Remember this children’s ditty? I’m using myself and my husband as the example.
Jose and Lisa sitting in a tree,
K.I.S.S.I.N.G.
First comes love,
Then comes marriage,
Then comes a baby in a baby carriage.
As a little girl, this was the expectation for how my life would unfold. Find a nice man, get married, and have a family, just as my parents did, and their parents before them. Sure, I came of age in the 80s, so there was college, a career, travel, and other big dreams thrown in there, but marriage and children were always a part of the picture.
I was 34 years old when I finally married Mr. Fabulous. Four years later, a doctor told me I’d never have biological children of my own. Those first years of our married lives were a crazy rollercoaster of desire and desperation, filled with doctor’s appointments and a desperate drive to complete my image of the perfect family. Even after this hopeless diagnosis, I kept pursuing that dream, convinced that the next doctor would have the secret elixir or that adoption would be my quick-fix solution.
I think I could have continued to look for a solution forever – there was always something else to try – but I realized something from that children’s ditty. After all that kissing in trees, there are three things that are supposed to follow – love, marriage, and children. In my pursuit of the baby in the baby carriage, I was frittering away two: the love and the marriage. I already had a wonderful life, doing work that I loved, in a city that I loved, with someone I loved. If I never had children, I’d still have that wonderful life.
We live in a culture of high expectations, where, as women, we expect to be able to have it all. But anyone who’s lived for any length of time knows that you don’t always get what you want. I wanted motherhood, but it wasn’t meant to be, so I was left with two options: spend the rest of my life mourning what I’d lost and living with the hope that maybe a miracle would happen, or start figuring out how to build a life without children.
I chose the latter.
It was the hardest decision I’ve ever made, but now, two years later, I’m free to fully enjoy that fabulous marriage with that fabulous husband. Motherhood is only one small part of the life I imagined for myself and I am so much more than just an infertile woman. I discovered that there is life after infertility and that a life without children can still be a wonderful life.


* PROBLEM TO SOLVE
For the data that follows, give the number of lines in which "skimmed" appears. Add nothing to it.
#####
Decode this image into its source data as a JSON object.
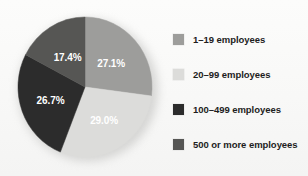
{
  "chart_data": {
    "type": "pie",
    "title": "",
    "subtitle": "",
    "xlabel": "",
    "ylabel": "",
    "legend_position": "right",
    "grid": false,
    "start_angle_deg": 0,
    "direction": "clockwise",
    "categories": [
      "1–19 employees",
      "20–99 employees",
      "100–499 employees",
      "500 or more employees"
    ],
    "values": [
      27.1,
      29.0,
      26.7,
      17.4
    ],
    "value_unit": "%",
    "data_labels": [
      "27.1%",
      "29.0%",
      "26.7%",
      "17.4%"
    ],
    "colors": [
      "#9d9d9b",
      "#dcdcda",
      "#2c2c2c",
      "#565654"
    ],
    "label_text_colors": [
      "#ffffff",
      "#ffffff",
      "#ffffff",
      "#ffffff"
    ],
    "slices": [
      {
        "label": "1–19 employees",
        "value": 27.1,
        "data_label": "27.1%",
        "color": "#9d9d9b"
      },
      {
        "label": "20–99 employees",
        "value": 29.0,
        "data_label": "29.0%",
        "color": "#dcdcda"
      },
      {
        "label": "100–499 employees",
        "value": 26.7,
        "data_label": "26.7%",
        "color": "#2c2c2c"
      },
      {
        "label": "500 or more employees",
        "value": 17.4,
        "data_label": "17.4%",
        "color": "#565654"
      }
    ]
  },
  "legend": {
    "items": [
      {
        "label": "1–19 employees",
        "color": "#9d9d9b"
      },
      {
        "label": "20–99 employees",
        "color": "#dcdcda"
      },
      {
        "label": "100–499 employees",
        "color": "#2c2c2c"
      },
      {
        "label": "500 or more employees",
        "color": "#565654"
      }
    ]
  }
}
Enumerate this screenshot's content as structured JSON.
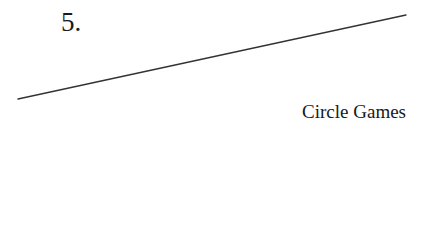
{
  "chapter": {
    "number": "5.",
    "title": "Circle Games"
  },
  "decoration": {
    "rule_color": "#333333"
  }
}
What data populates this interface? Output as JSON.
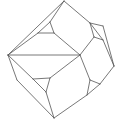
{
  "diagram": {
    "title": "",
    "stroke_color": "#555555",
    "background": "#ffffff",
    "vertices": {
      "top": [
        64,
        1
      ],
      "left": [
        8,
        55
      ],
      "bottom": [
        54,
        118
      ],
      "right": [
        114,
        66
      ],
      "center": [
        80,
        55
      ],
      "right_upper": [
        103,
        26
      ],
      "left_lower": [
        17,
        80
      ],
      "tri_ul_a": [
        50,
        22
      ],
      "tri_ul_b": [
        38,
        33
      ],
      "tri_ul_c": [
        54,
        33
      ],
      "tri_ur_a": [
        90,
        23
      ],
      "tri_ur_b": [
        94,
        37
      ],
      "tri_ur_c": [
        103,
        40
      ],
      "tri_ll_a": [
        33,
        79
      ],
      "tri_ll_b": [
        50,
        78
      ],
      "tri_ll_c": [
        46,
        92
      ],
      "tri_lr_a": [
        90,
        80
      ],
      "tri_lr_b": [
        100,
        84
      ],
      "tri_lr_c": [
        87,
        95
      ]
    },
    "edges": [
      [
        "top",
        "left"
      ],
      [
        "top",
        "tri_ur_a"
      ],
      [
        "tri_ur_a",
        "right_upper"
      ],
      [
        "right_upper",
        "right"
      ],
      [
        "left",
        "left_lower"
      ],
      [
        "left_lower",
        "bottom"
      ],
      [
        "tri_lr_b",
        "right"
      ],
      [
        "tri_lr_c",
        "bottom"
      ],
      [
        "left",
        "center"
      ],
      [
        "left",
        "tri_ll_a"
      ],
      [
        "tri_ul_a",
        "tri_ul_b"
      ],
      [
        "tri_ul_b",
        "tri_ul_c"
      ],
      [
        "tri_ul_c",
        "tri_ul_a"
      ],
      [
        "top",
        "tri_ul_a"
      ],
      [
        "tri_ul_b",
        "left"
      ],
      [
        "tri_ul_c",
        "center"
      ],
      [
        "tri_ur_a",
        "tri_ur_b"
      ],
      [
        "tri_ur_b",
        "tri_ur_c"
      ],
      [
        "tri_ur_c",
        "tri_ur_a"
      ],
      [
        "tri_ur_b",
        "center"
      ],
      [
        "tri_ur_c",
        "right"
      ],
      [
        "tri_ll_a",
        "tri_ll_b"
      ],
      [
        "tri_ll_b",
        "tri_ll_c"
      ],
      [
        "tri_ll_c",
        "tri_ll_a"
      ],
      [
        "tri_ll_b",
        "center"
      ],
      [
        "tri_ll_c",
        "bottom"
      ],
      [
        "tri_lr_a",
        "tri_lr_b"
      ],
      [
        "tri_lr_b",
        "tri_lr_c"
      ],
      [
        "tri_lr_c",
        "tri_lr_a"
      ],
      [
        "tri_lr_a",
        "center"
      ]
    ]
  }
}
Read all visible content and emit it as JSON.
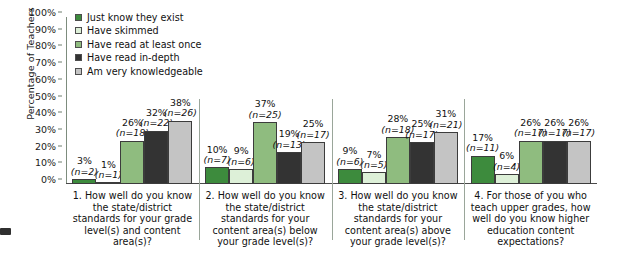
{
  "chart_data": {
    "type": "bar",
    "title": "",
    "xlabel": "",
    "ylabel": "Percentage of Teachers",
    "ylim": [
      0,
      100
    ],
    "ytick_labels": [
      "100%",
      "90%",
      "80%",
      "70%",
      "60%",
      "50%",
      "40%",
      "30%",
      "20%",
      "10%",
      "0%"
    ],
    "ytick_values": [
      100,
      90,
      80,
      70,
      60,
      50,
      40,
      30,
      20,
      10,
      0
    ],
    "grid": false,
    "legend_position": "upper-left-inside",
    "legend": [
      {
        "label": "Just know they exist",
        "color": "#3d8b3d"
      },
      {
        "label": "Have skimmed",
        "color": "#ddf0d8"
      },
      {
        "label": "Have read at least once",
        "color": "#8fbc7f"
      },
      {
        "label": "Have read in-depth",
        "color": "#333333"
      },
      {
        "label": "Am very knowledgeable",
        "color": "#c4c4c4"
      }
    ],
    "categories": [
      "1. How well do you know the state/district standards for your grade level(s) and content area(s)?",
      "2. How well do you know the state/district standards for your content area(s) below your grade level(s)?",
      "3. How well do you know the state/district standards for your content area(s) above your grade level(s)?",
      "4. For those of you who teach upper grades, how well do you know higher education content expectations?"
    ],
    "series": [
      {
        "name": "Just know they exist",
        "color": "#3d8b3d",
        "values": [
          3,
          10,
          9,
          17
        ],
        "counts": [
          2,
          7,
          6,
          11
        ]
      },
      {
        "name": "Have skimmed",
        "color": "#ddf0d8",
        "values": [
          1,
          9,
          7,
          6
        ],
        "counts": [
          1,
          6,
          5,
          4
        ]
      },
      {
        "name": "Have read at least once",
        "color": "#8fbc7f",
        "values": [
          26,
          37,
          28,
          26
        ],
        "counts": [
          18,
          25,
          18,
          17
        ]
      },
      {
        "name": "Have read in-depth",
        "color": "#333333",
        "values": [
          32,
          19,
          25,
          26
        ],
        "counts": [
          22,
          13,
          17,
          17
        ]
      },
      {
        "name": "Am very knowledgeable",
        "color": "#c4c4c4",
        "values": [
          38,
          25,
          31,
          26
        ],
        "counts": [
          26,
          17,
          21,
          17
        ]
      }
    ],
    "bar_labels": [
      [
        {
          "pct": "3%",
          "n": "(n=2)"
        },
        {
          "pct": "1%",
          "n": "(n=1)"
        },
        {
          "pct": "26%",
          "n": "(n=18)"
        },
        {
          "pct": "32%",
          "n": "(n=22)"
        },
        {
          "pct": "38%",
          "n": "(n=26)"
        }
      ],
      [
        {
          "pct": "10%",
          "n": "(n=7)"
        },
        {
          "pct": "9%",
          "n": "(n=6)"
        },
        {
          "pct": "37%",
          "n": "(n=25)"
        },
        {
          "pct": "19%",
          "n": "(n=13)"
        },
        {
          "pct": "25%",
          "n": "(n=17)"
        }
      ],
      [
        {
          "pct": "9%",
          "n": "(n=6)"
        },
        {
          "pct": "7%",
          "n": "(n=5)"
        },
        {
          "pct": "28%",
          "n": "(n=18)"
        },
        {
          "pct": "25%",
          "n": "(n=17)"
        },
        {
          "pct": "31%",
          "n": "(n=21)"
        }
      ],
      [
        {
          "pct": "17%",
          "n": "(n=11)"
        },
        {
          "pct": "6%",
          "n": "(n=4)"
        },
        {
          "pct": "26%",
          "n": "(n=17)"
        },
        {
          "pct": "26%",
          "n": "(n=17)"
        },
        {
          "pct": "26%",
          "n": "(n=17)"
        }
      ]
    ]
  }
}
#####
* PROBLEM SOLUTION
2